There’s a reason why the first rule of survival after you’ve been in an accident is to not move. Moving before help arrives or before the appropriate safety measures are in place can severely injure you even more. And I think that’s true in life. I’ve been moving before it’s safe to move since my very first broken heart. Instead of waiting patiently for God to put the pieces back together, I have frantically gathered as many pieces as I could carry and took off running toward some new beginning that I’ve convinced myself will be the way out of the mess. Sometimes I wonder who I could have been had I sat still in the discomfort and embraced the fear of a temporary upside-down life. I wish I would have taken a couple of deep breaths and reminded myself that no matter how upside down I was, I was held. In my dream, by the seat belt. In my life, by a loving God who wanted nothing more than to make beautiful out of broken.

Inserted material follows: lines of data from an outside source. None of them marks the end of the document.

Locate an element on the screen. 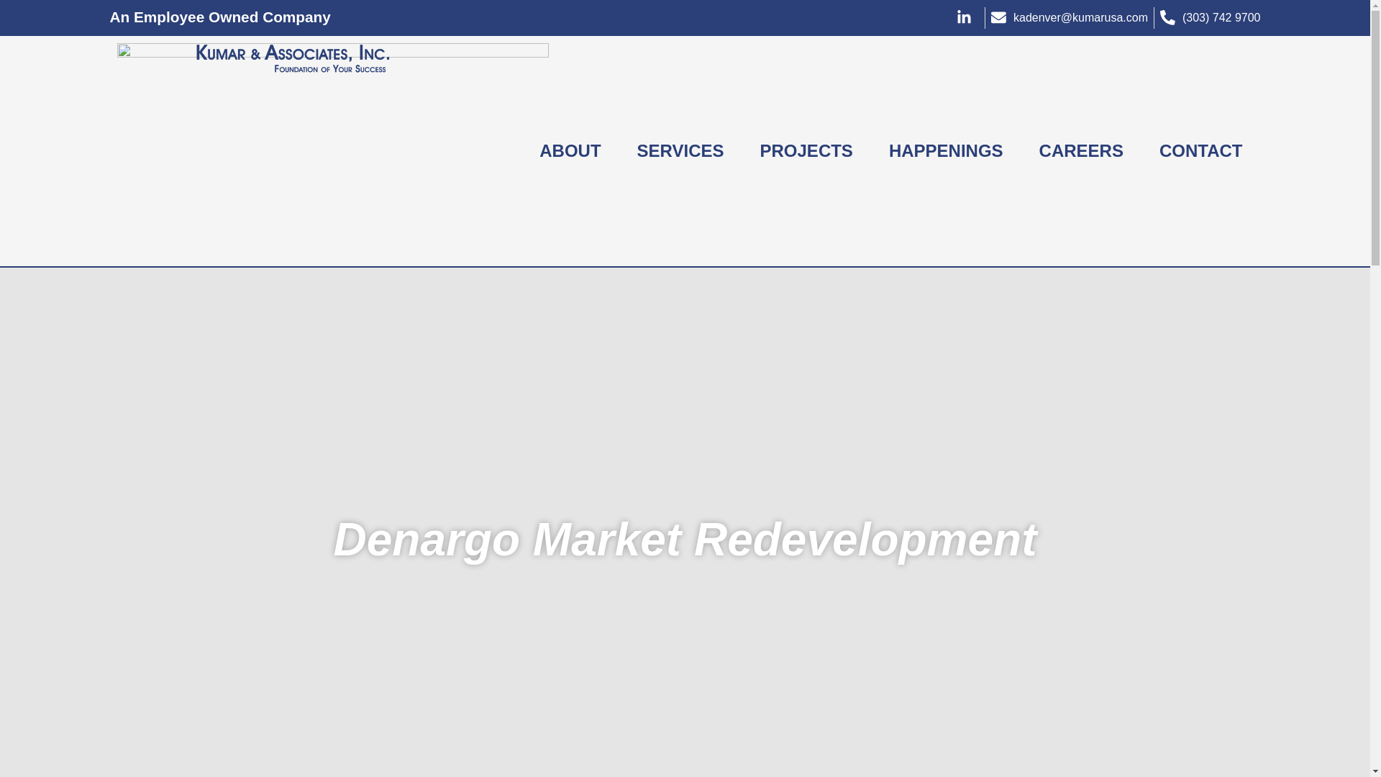 The width and height of the screenshot is (1381, 777). HAPPENINGS is located at coordinates (947, 151).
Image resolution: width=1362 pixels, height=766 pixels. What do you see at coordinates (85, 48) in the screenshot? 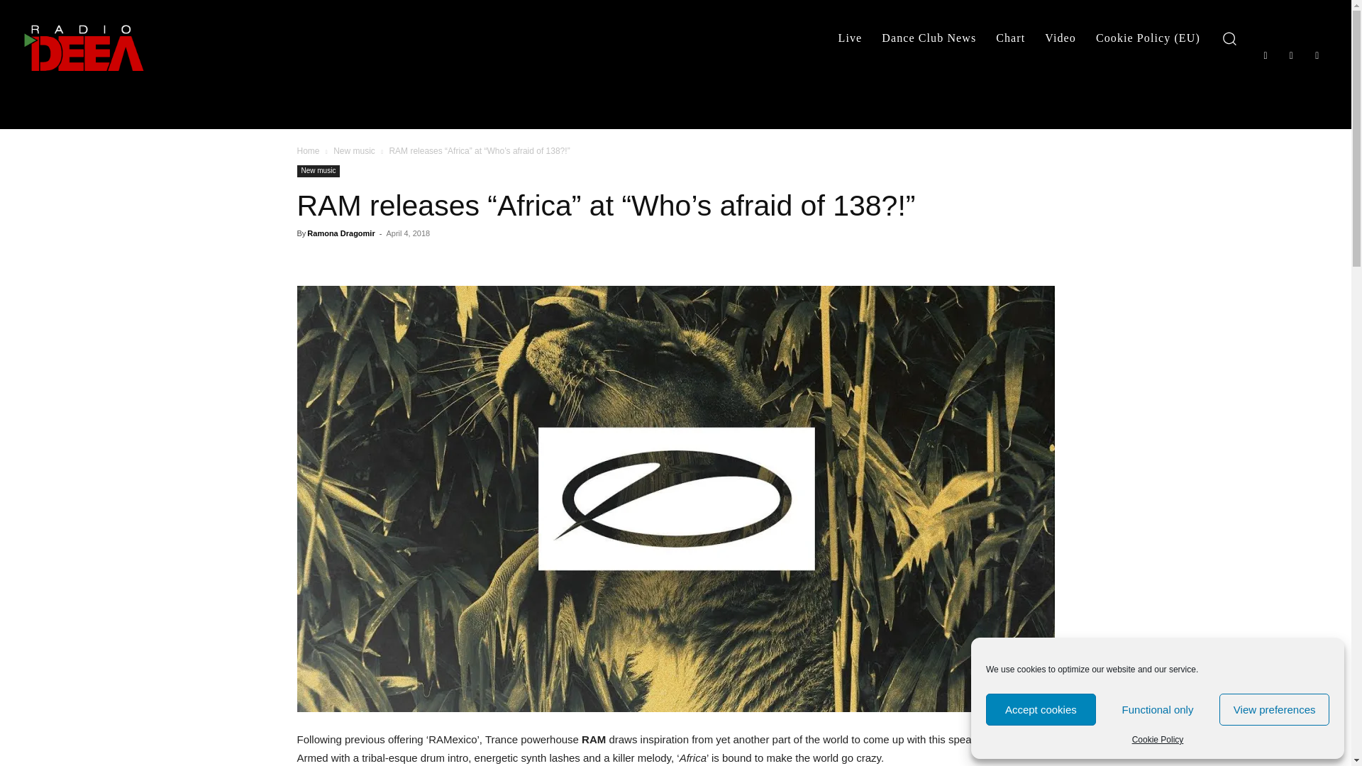
I see `Radio DEEA - feel good! feel dance!` at bounding box center [85, 48].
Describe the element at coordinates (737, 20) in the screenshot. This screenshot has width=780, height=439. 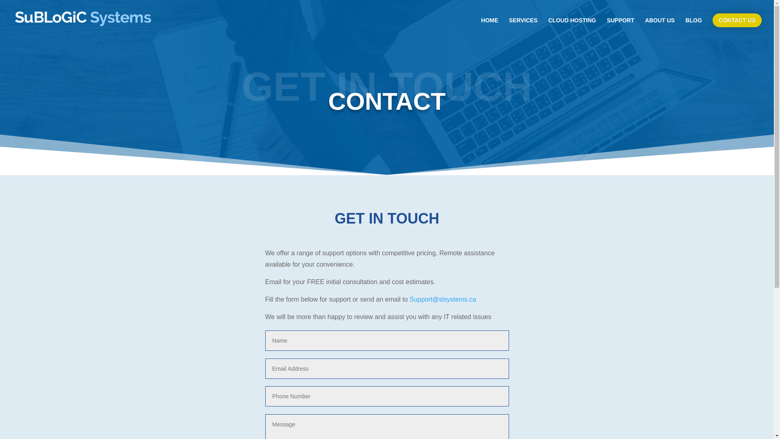
I see `CONTACT US` at that location.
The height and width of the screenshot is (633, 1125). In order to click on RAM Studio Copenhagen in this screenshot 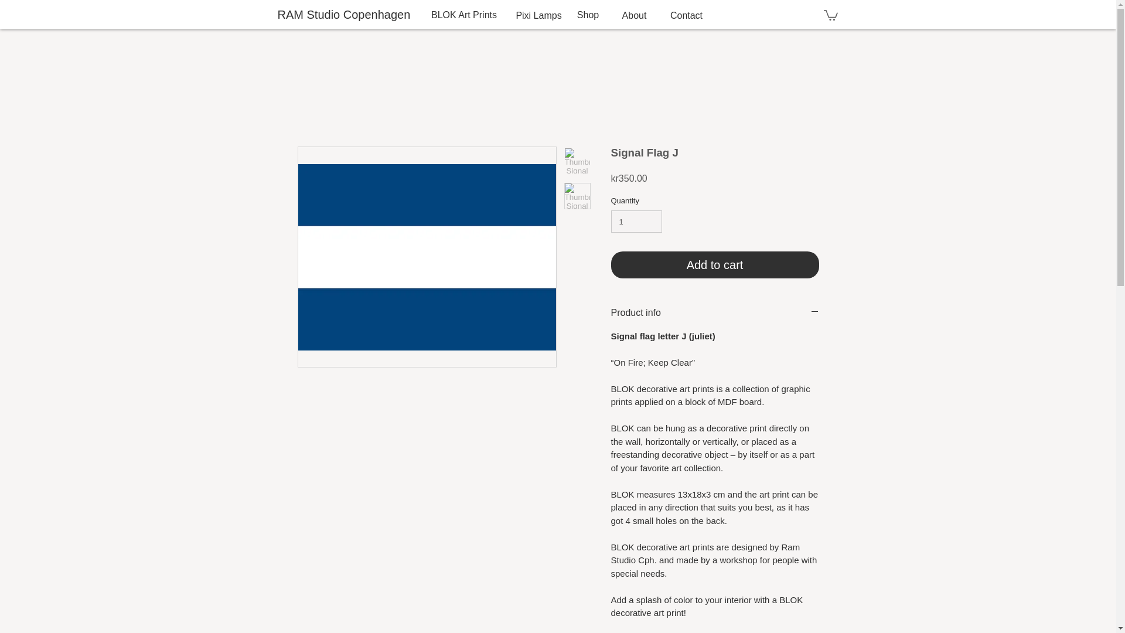, I will do `click(349, 14)`.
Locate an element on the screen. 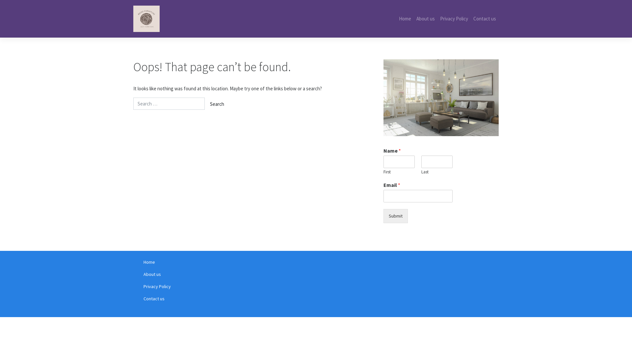  About us is located at coordinates (426, 19).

I wish I would have stopped running long enough to turn around and ask what I needed to learn or understand about the situation I was facing. Instead I slapped Band-Aid after Band-Aid over a bleeding heart. I called it resilience, but I should have called it for what it was. It was running, and running and resilience are not interchangeable. I’ve done some serious damage to my heart by moving before it was safe to move. I’ve ignored the warnings and ran ahead of the feelings. But as life usually does, it later caught up to me in another face-down moment and those feelings were a force to be reckoned with. Had I sat still and allowed myself to be held in all of the moments leading up to this, I might have been healed and whole enough to rise strong, given enough time. Instead I had to face an entire army of wounds that scolded me and said, “the only way out is through.”

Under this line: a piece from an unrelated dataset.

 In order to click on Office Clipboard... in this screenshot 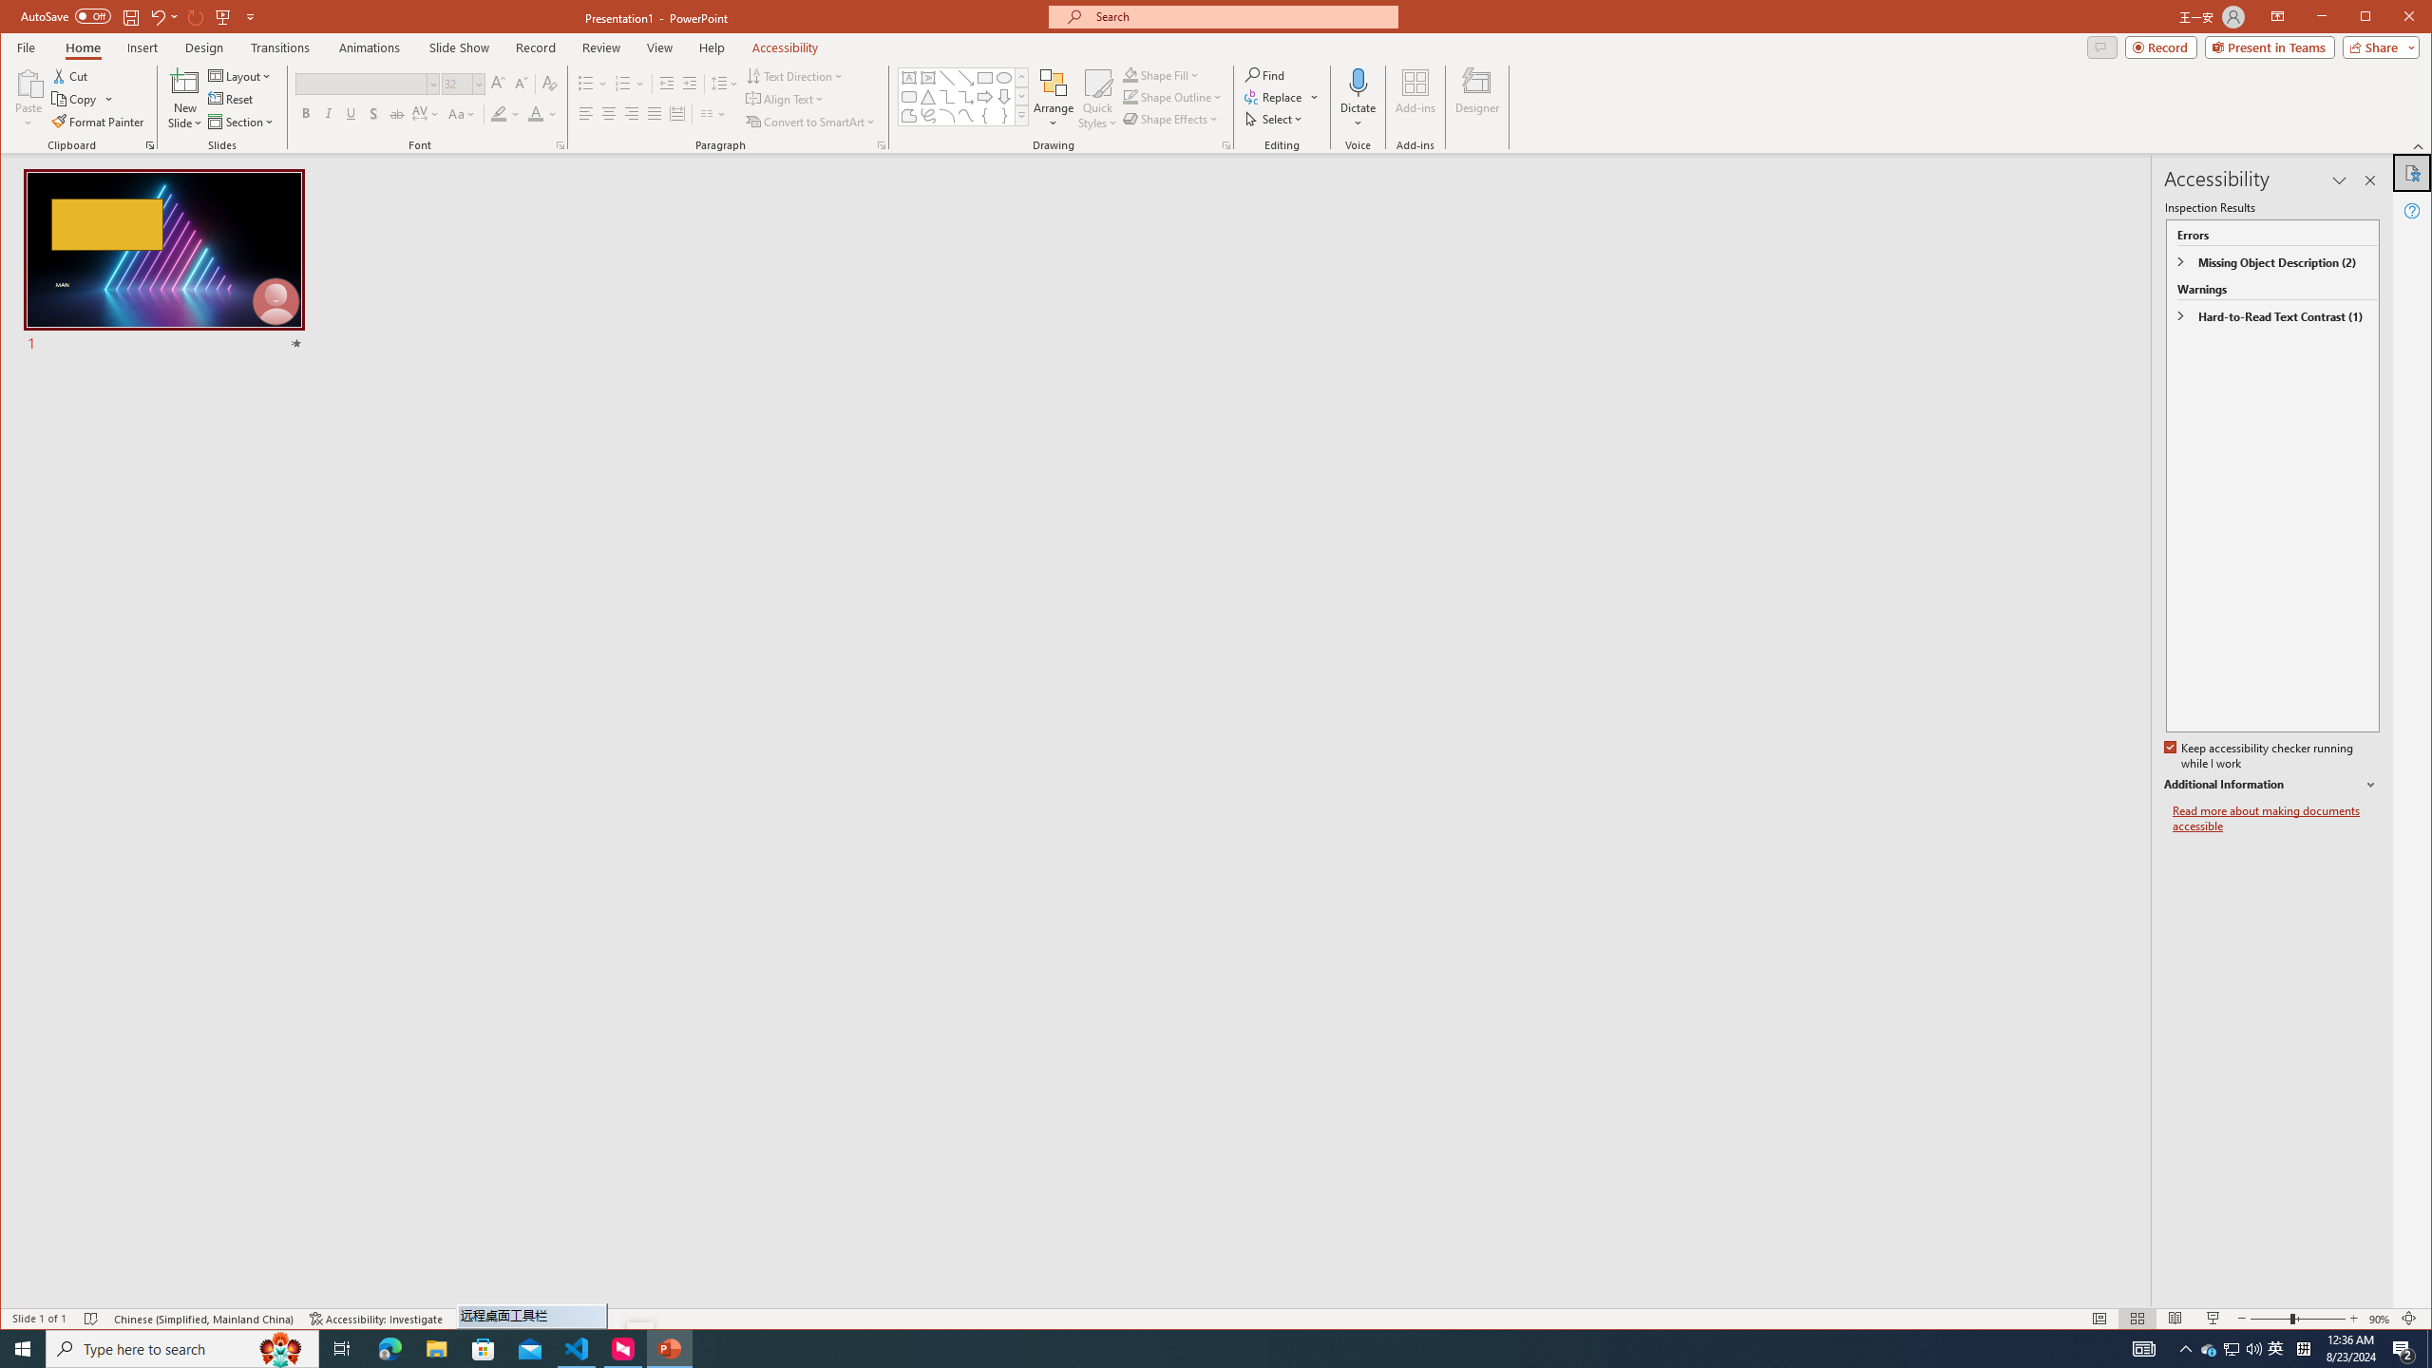, I will do `click(150, 145)`.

So the next time your world is turned around or shattered, the next time you feel like you’re hanging by a thread, the next time your heart is racing with fear, I encourage you to sit still in the discomfort. Find out what you’re supposed to learn—about the situation or yourself, which deep wounds need healing, or where the hurt is coming from. Stay put long enough to familiarize yourself with the pain. Let it in. And let it change you. You cannot outrun grief, you cannot outrun rejection, you cannot outrun loss or your failures. If you try, they will outrun you, and instead of being healed scars in your past, they’ll be the wounds hidden in the unexpected places of your future, demanding to be acknowledged. I think that’s why again and again in the Bible, God, out of His goodness, commands us to be still. One of my favorites is Exodus 14:14: “The Lord will fight for you, you only need to be still.” You can take that as His promise that He will do the doing, the healing, the restoring; the only thing on your to-do list is to be still and be held.

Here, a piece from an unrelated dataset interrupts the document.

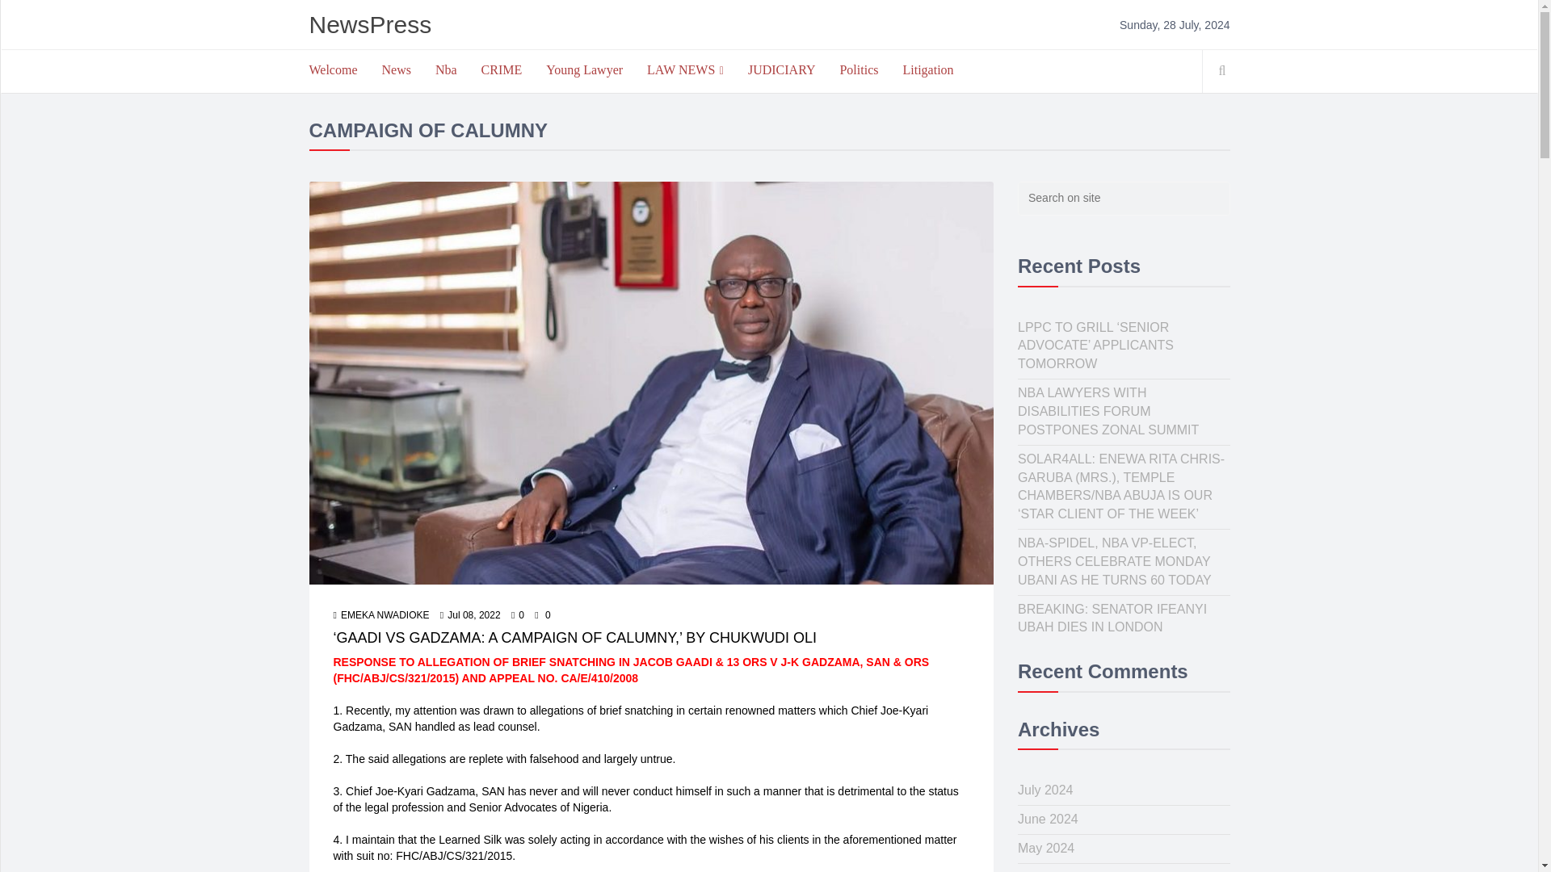 This screenshot has width=1551, height=872. Describe the element at coordinates (381, 616) in the screenshot. I see `EMEKA NWADIOKE` at that location.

Car accidents can change people’s lives or at the very least, their perspectives. God’s intention for pain, discomfort, rejection, betrayal and unexpected news is to use it to change us. Our deepest wounds are where compassion, patience, strength and love are born. If we wait quietly for Him to rescue us from the wreckage, He promises to heal our hearts and work it out for good (Romans 8:28). I want that for my life, don’t you?